4 Steps to Include Stakeholders on Your Sustainability Journey

Given that one-fifth of the world’s greenhouse gas emissions come from buildings, the commercial real estate sector has no room for lagging in corporate sustainability. Still, the stress from ever-changing datasets and reporting requirements causes challenges when trying to achieve a sustainable future. To stay on the right track, companies must prioritize engagement with those who have the biggest interest in their success: their stakeholders.

Effective stakeholder engagement helps solve issues at every step of the sustainability journey, whether a company has just started to think about sustainability or is leading the way. When a company engages with investors, tenants, and employees in ways beyond simple surveys, the insights provided on specific risks and opportunities can guide the path on what matters most.

Let’s explore four key milestones of an organization’s sustainability journey to see how stakeholder engagement can help:


Identify: Conduct a Materiality Assessment

Even when a company acknowledges sustainability as a key metric for business success, it takes real effort to identify the areas of largest potential impact. To work through this, organizations should hold a collaborative dialogue with key sustainability players. This engagement strategy helps stakeholders identify material topics across the company’s value chain and show where resources should be prioritized.

Common material topics in the real estate sector include energy and water management, climate change adaptation, and transparency of information as elaborated by the Sustainability Accounting Standards Board (SASB). Forming a base-level understanding of what sustainability means to a company and its sector will streamline the appropriate next steps of an organization’s strategy.

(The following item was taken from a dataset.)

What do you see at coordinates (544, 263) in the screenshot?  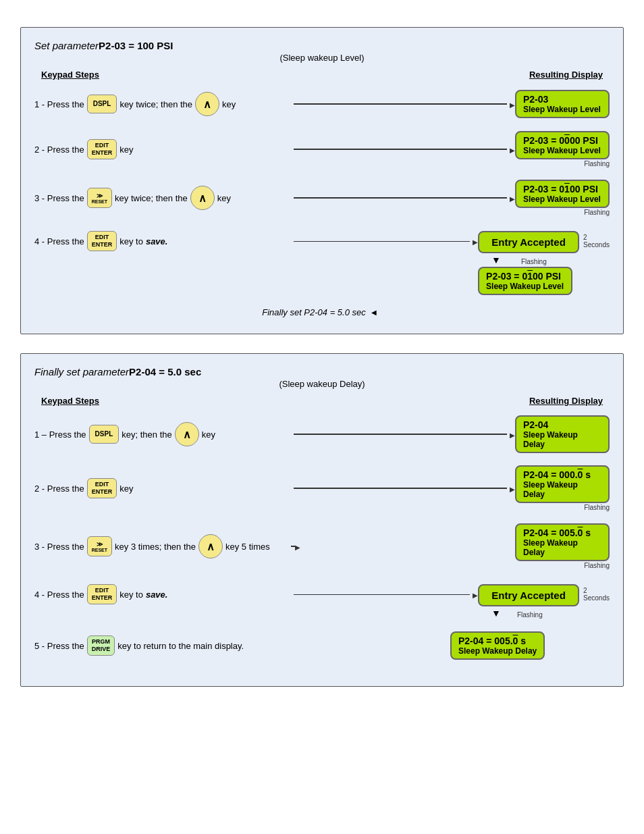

Develop: Put Together a Data Inventory

Once a company understands its material issues, data collection must focus on the right metrics to track year-over-year progress. The sheer number of environmental and social metrics needed in an inventory prove challenging across all sectors, but in commercial real estate, complex reporting requirements for building portfolios make this even more difficult. In addition, data owners often aren’t informed around specific requests for data and might not have the same goals as the teams asking for it – many don’t know or even care about their organization’s efforts in sustainability.

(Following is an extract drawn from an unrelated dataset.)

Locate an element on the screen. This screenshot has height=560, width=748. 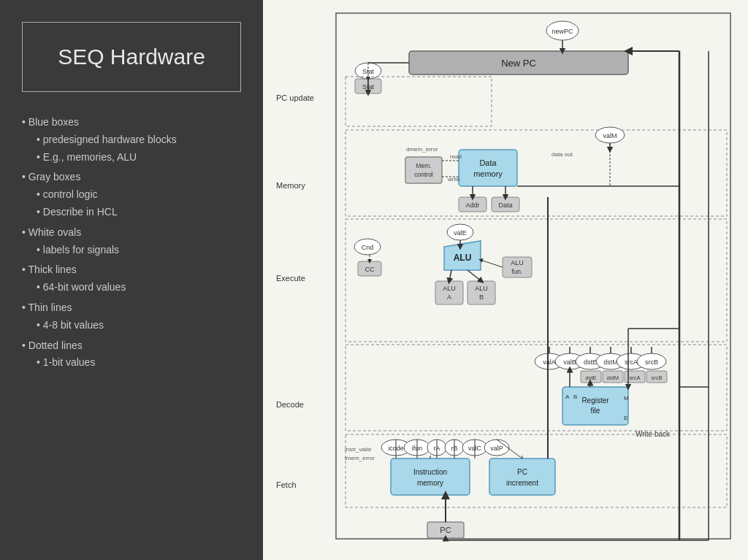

Ensuring stakeholders are continuously educated on the purpose and benefits of data collection efforts helps secure cooperation. Reporting bodies such as CDP have prepared to ask even more of real estate companies in 2020, such as building data on embodied carbon. The ask for this information requires real estate companies to engage with individuals further in their supply chain, emphasizing the need for robust engagement strategies.


Report: Disclose to Sustainability Frameworks

With data in hand, companies should submit to groups such as CDP, DJSI, ISS, and of course, GRESB. Beyond the numbers and metrics of sustainability, these reporting bodies often ask for responses to explain and make sense of the data reported. This presents both an opportunity and trial for companies looking to lead industry discussion around material topics – with stakeholder engagement bringing twofold benefits.

First, getting stakeholder input allows companies to tailor messages specific to its groups’ needs and challenges. Second, transparency around a company’s sustainability performance primes investors to submit feedback for the future. In addition to the reporting bodies that companies are essentially required to disclose on, active participation in industry working groups such as the National Association of REITs (Nareit) can provide an effective channel to further engage with stakeholders and share best practices with peers.


Lead: Set Long-term Goals to Improve Performance

Even after an organization has its sustainability programs in place, commitments should be made to improve over time. Science-based targets (SBTs) to limit climate change to 1.5°C have taken the center stage in corporate sustainability, and 22 real estate companies have already set targets in line with climate science. While SBTs have a place in every sustainability strategy, obtaining enough stakeholder buy-in for these ambitious goals lies paramount to success.

A challenge real estate companies struggle within setting SBTs is both in the collection and management of Scope 3 data. Before the Science-Based Targets Initiative will verify a company’s reduction goals, Scope 3 targets must be set if they constitute greater than 40% of a company’s total emissions. Given the difficulty in even setting an approved SBT, organizations within the real estate sector should proactively engage with tenants, suppliers, and others to form the relationships needed for successful emissions reductions.

Stakeholder engagement is core to the success of real estate companies on their sustainability journey. Where there’s an opportunity to drive collaborative action across stakeholders, do it. By joining stakeholders across each step of the sustainability journey, you can build bridges to meet your goals and continue building upon success.